The alternative is not a closed door. It is a structured one. Foreign OEM expertise is genuinely valuable, and partnership with global manufacturers can accelerate India’s move from line maintenance into high-value engine and component overhaul. The question is not whether to engage foreign partners—it is who holds majority ownership, who sits on the board, and who makes the decisions that shape the trajectory of the industry. The proposed policy framework below is built on that distinction.

Policy Proposal: The MRO Indigenous Growth Initiative (2026)
The primary objective of this proposal is to transition the Indian MRO industry from labour-intensive “line maintenance” to high-value “engine and component overhaul” through structured partnerships.
1. Eligibility Criteria
- Structure: A Registered Joint Venture between a Foreign OEM and an Indian MRO firm, or any Indian majority-owned MRO.

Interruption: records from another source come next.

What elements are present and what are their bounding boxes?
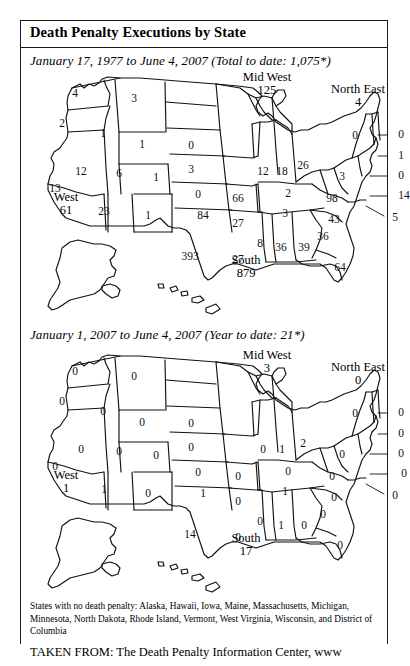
region-label-south: South879 xyxy=(231,254,260,280)
state-value-ok: 84 xyxy=(197,210,209,222)
state-value-ga: 39 xyxy=(298,242,310,254)
state-border xyxy=(170,564,178,570)
state-border xyxy=(104,80,110,106)
map-year-to-date: 000000000100001140000100012010000000000W… xyxy=(20,350,388,595)
state-border xyxy=(334,156,358,168)
state-border xyxy=(170,286,178,292)
state-value-wa: 4 xyxy=(72,88,78,100)
state-border xyxy=(168,164,170,194)
state-border xyxy=(167,128,220,130)
region-total: 1 xyxy=(54,482,79,495)
state-value-ne: 0 xyxy=(188,442,194,454)
state-border xyxy=(48,240,116,310)
callout-value-3: 0 xyxy=(398,448,404,460)
state-border xyxy=(258,184,260,212)
callout-value-3: 0 xyxy=(398,170,404,182)
state-value-id: 0 xyxy=(100,406,106,418)
state-value-mo: 66 xyxy=(232,193,244,205)
callout-value-2: 0 xyxy=(398,428,404,440)
state-value-tx: 14 xyxy=(184,529,196,541)
state-border xyxy=(166,380,216,384)
callout-value-4: 0 xyxy=(401,468,407,480)
state-border xyxy=(181,291,188,296)
state-border xyxy=(252,124,254,158)
state-border xyxy=(272,214,276,262)
state-value-mo: 0 xyxy=(235,471,241,483)
state-border xyxy=(68,130,104,132)
state-value-sc: 36 xyxy=(317,231,329,243)
region-label-south: South17 xyxy=(231,532,260,558)
state-border xyxy=(258,400,260,434)
state-border xyxy=(348,200,366,202)
state-value-ky: 2 xyxy=(285,188,291,200)
state-border xyxy=(334,434,358,446)
state-border xyxy=(172,460,228,462)
state-value-nm: 1 xyxy=(145,210,151,222)
state-border xyxy=(170,154,225,156)
state-value-co: 1 xyxy=(153,172,159,184)
region-total: 4 xyxy=(331,96,385,109)
state-value-tn: 1 xyxy=(282,486,288,498)
state-border xyxy=(229,488,262,490)
state-border xyxy=(115,80,119,132)
state-value-oh: 26 xyxy=(297,160,309,172)
state-value-il: 0 xyxy=(260,444,266,456)
state-border xyxy=(292,490,296,538)
region-total: 17 xyxy=(231,545,260,558)
state-border xyxy=(48,518,116,588)
state-value-wy: 1 xyxy=(139,139,145,151)
state-value-al: 1 xyxy=(278,520,284,532)
state-border xyxy=(316,250,336,258)
state-border xyxy=(229,210,262,212)
region-label-west: West61 xyxy=(54,191,79,217)
state-value-ks: 0 xyxy=(195,189,201,201)
state-border xyxy=(258,460,312,462)
state-border xyxy=(158,284,164,288)
state-border xyxy=(292,412,296,460)
state-border xyxy=(252,398,276,402)
state-border xyxy=(102,562,120,576)
source-attribution: TAKEN FROM: The Death Penalty Informatio… xyxy=(30,645,390,660)
state-value-ar: 27 xyxy=(232,218,244,230)
page-title: Death Penalty Executions by State xyxy=(30,24,246,41)
state-border xyxy=(292,212,296,260)
state-border xyxy=(266,538,316,540)
state-border xyxy=(372,392,374,422)
state-value-il: 12 xyxy=(257,166,269,178)
state-value-mt: 0 xyxy=(131,371,137,383)
state-border xyxy=(68,408,104,410)
state-value-sd: 0 xyxy=(188,140,194,152)
state-border xyxy=(168,442,170,472)
map1-caption: January 17, 1977 to June 4, 2007 (Total … xyxy=(30,53,331,69)
state-value-ok: 1 xyxy=(200,488,206,500)
state-value-az: 23 xyxy=(98,206,110,218)
state-value-pa: 0 xyxy=(339,449,345,461)
state-value-id: 1 xyxy=(100,128,106,140)
state-value-pa: 3 xyxy=(339,171,345,183)
state-border xyxy=(226,184,258,186)
state-value-ny: 0 xyxy=(352,130,358,142)
state-border xyxy=(223,156,258,158)
state-border xyxy=(258,122,260,156)
state-value-nv: 0 xyxy=(78,444,84,456)
state-border xyxy=(258,462,260,490)
state-value-or: 0 xyxy=(59,396,65,408)
state-value-mt: 3 xyxy=(131,93,137,105)
callout-value-1: 0 xyxy=(398,407,404,419)
state-border xyxy=(266,260,316,262)
region-total: 61 xyxy=(54,204,79,217)
state-border xyxy=(223,434,258,436)
state-value-in: 18 xyxy=(276,166,288,178)
state-value-nc: 0 xyxy=(331,492,337,504)
state-border xyxy=(358,156,362,176)
callout-leader-line xyxy=(366,484,384,494)
state-value-nv: 12 xyxy=(75,166,87,178)
state-value-wa: 0 xyxy=(72,366,78,378)
state-value-ut: 6 xyxy=(116,168,122,180)
region-label-north-east: North East4 xyxy=(331,83,385,109)
state-border xyxy=(272,492,276,540)
state-value-or: 2 xyxy=(59,118,65,130)
callout-value-2: 1 xyxy=(398,150,404,162)
state-value-wy: 0 xyxy=(139,417,145,429)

- Ownership: The Indian partner must hold a minimum 51% equity stake and maintain majority representation on the Board of Directors.
2. Fiscal & Tax Benefits
Joint ventures meeting the 51% Indian ownership threshold are entitled to the following fiscal benefits:
- Zero Corporate Income Tax for 10 years. The knowledge and capability that India gains in return is an infinitesimally small price by comparison.
- Zero Basic Customs Duty (BCD): Full exemption on basic customs duty for components, parts—including engines—and raw materials imported for MRO activities.
- PLI Scheme Consideration: Eligibility for Production Linked Incentive schemes, which the government is considering extending to the MRO sector based on domestic demand.
- Zero-Rated Export Status: All MRO services performed by the JV for foreign aircraft, or sub-contracted by foreign OEMs, are treated as deemed exports with zero-rated GST.
3. Operational Incentives
- MRO Hub Access: Preferred allotment of land in dedicated MRO hubs—Hyderabad, Bengaluru, and Nagpur—with long-term leases at concessional rates.
- Simplified Customs Clearance: “Green Channel” clearance for the JV to reduce aircraft turnaround time (TAT), a critical metric for global competitiveness.
- Extended Re-import Timelines: Goods imported for repairs may remain in India for up to one year; re-import of components for warranty repairs is permitted for up to five years.
India’s MRO sector currently meets a fraction of its own domestic maintenance requirements through indigenous capacity. The opportunity ahead—driven by fleet expansion, rising aircraft utilisation, and a policy environment finally reformed after decades—is real and significant. But opportunity without ownership is just participation.

India has spent too long participating in industries that others built, on terms that others set.
The MRO sector offers a rare chance to do this differently—to build majority-owned, technology-capable, R&D-driven enterprises that serve Indian aviation on Indian terms.
That outcome does not happen by accident. It requires policy that is deliberate, protective where it needs to be, and unambiguous about who this industry is being built for.
The Atmanirbhar vision has meaning only if the structures built in its name are actually, substantively, Indian.